Cyber Threat-Sharing Rider Makes It to Budget Bill

Among the riders that did make it onto the omnibus budget bill accord reached late Tuesday was a version of the Cybersecurity Information Sharing Act (CISA), which would provide liability for companies, including ISPs, who share cyber threat information with the government and each other.

ISPs supported the bill, but various public interest groups and a number of legislators have argued it guts privacy protections and allows government surveillance overreach. The issue is obviously a hot-button one in an age of growing terrorist threats. Republican presidential candidates debated the issue in their Dec. 15 debate, with the candidates divided. Rand Paul, for example, is particularly concerned about government surveillance.

The Obama Administration supports granting the limited liability, though critics of CISA say the budget bill version essentially provides blanket liability protection, not narrow.

After the bill was added, the American Civil Liberties Union, Fight for the Future and Access Now all criticized the move, calling it a usurpation of the Democratic process, an attempt to expand government surveillance, and a failure to protect the Internet.

Fight for the Future said the President should veto the budget bill over the issue. "[N]ow it’s up to President Obama to prove that his administration actually cares about the Internet," said Fight for the Future campaign director Evan Greer.

"If he does he has no choice but to veto this blatant attack on Internet security, corporate accountability, and free speech."

John Eggerton

Contributing editor John Eggerton has been an editor and/or writer on media regulation, legislation and policy for over four decades, including covering the FCC, FTC, Congress, the major media trade associations, and the federal courts. In addition to Multichannel News and Broadcasting + Cable, his work has appeared in Radio World, TV Technology, TV Fax, This Week in Consumer Electronics, Variety and the Encyclopedia Britannica.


▶ **What this task involves**
Take each line of the records below that contains the string "value" and copy it.

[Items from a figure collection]
· · · ·

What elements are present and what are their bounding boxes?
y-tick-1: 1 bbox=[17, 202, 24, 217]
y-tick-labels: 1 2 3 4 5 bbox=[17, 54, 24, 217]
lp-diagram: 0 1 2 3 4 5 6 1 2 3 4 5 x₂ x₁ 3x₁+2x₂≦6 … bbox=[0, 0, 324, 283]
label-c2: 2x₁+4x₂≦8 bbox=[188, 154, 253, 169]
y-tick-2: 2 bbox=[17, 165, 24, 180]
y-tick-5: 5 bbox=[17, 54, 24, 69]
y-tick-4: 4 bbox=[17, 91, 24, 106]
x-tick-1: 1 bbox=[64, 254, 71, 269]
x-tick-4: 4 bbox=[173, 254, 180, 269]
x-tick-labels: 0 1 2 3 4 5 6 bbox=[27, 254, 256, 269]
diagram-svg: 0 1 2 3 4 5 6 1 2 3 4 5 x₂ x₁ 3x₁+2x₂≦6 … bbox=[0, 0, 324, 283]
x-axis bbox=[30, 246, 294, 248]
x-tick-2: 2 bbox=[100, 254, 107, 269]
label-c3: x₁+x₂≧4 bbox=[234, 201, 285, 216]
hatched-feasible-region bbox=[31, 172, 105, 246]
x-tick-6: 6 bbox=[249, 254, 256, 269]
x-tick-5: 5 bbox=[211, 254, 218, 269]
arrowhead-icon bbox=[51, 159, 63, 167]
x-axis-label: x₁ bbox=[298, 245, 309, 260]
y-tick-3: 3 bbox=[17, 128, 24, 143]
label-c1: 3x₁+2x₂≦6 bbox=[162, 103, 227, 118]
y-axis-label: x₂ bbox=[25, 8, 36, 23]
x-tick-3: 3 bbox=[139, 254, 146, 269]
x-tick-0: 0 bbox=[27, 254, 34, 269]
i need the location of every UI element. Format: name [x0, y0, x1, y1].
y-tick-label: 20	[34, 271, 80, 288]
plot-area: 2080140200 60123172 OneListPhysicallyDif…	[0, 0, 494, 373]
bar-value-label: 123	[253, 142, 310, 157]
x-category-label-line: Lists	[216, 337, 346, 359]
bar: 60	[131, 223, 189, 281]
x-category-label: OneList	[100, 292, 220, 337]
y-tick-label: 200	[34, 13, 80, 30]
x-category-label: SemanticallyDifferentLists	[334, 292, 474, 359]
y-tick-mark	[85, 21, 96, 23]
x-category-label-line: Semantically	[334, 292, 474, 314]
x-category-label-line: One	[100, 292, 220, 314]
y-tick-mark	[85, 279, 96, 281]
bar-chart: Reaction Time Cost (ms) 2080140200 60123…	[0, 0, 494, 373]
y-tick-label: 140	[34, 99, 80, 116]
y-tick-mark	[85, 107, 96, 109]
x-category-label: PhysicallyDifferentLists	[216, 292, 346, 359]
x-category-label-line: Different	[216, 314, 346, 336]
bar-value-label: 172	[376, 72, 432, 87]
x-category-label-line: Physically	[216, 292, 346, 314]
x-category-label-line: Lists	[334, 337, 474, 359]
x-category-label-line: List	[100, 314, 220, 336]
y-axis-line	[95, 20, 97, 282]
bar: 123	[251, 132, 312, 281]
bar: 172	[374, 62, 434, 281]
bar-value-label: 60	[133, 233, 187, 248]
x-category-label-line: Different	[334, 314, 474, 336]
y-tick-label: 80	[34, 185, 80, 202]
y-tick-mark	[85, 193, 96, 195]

· · · ·

▶ **Answer area**
bar-value-label: 123	[253, 142, 310, 157]
bar-value-label: 172	[376, 72, 432, 87]
bar-value-label: 60	[133, 233, 187, 248]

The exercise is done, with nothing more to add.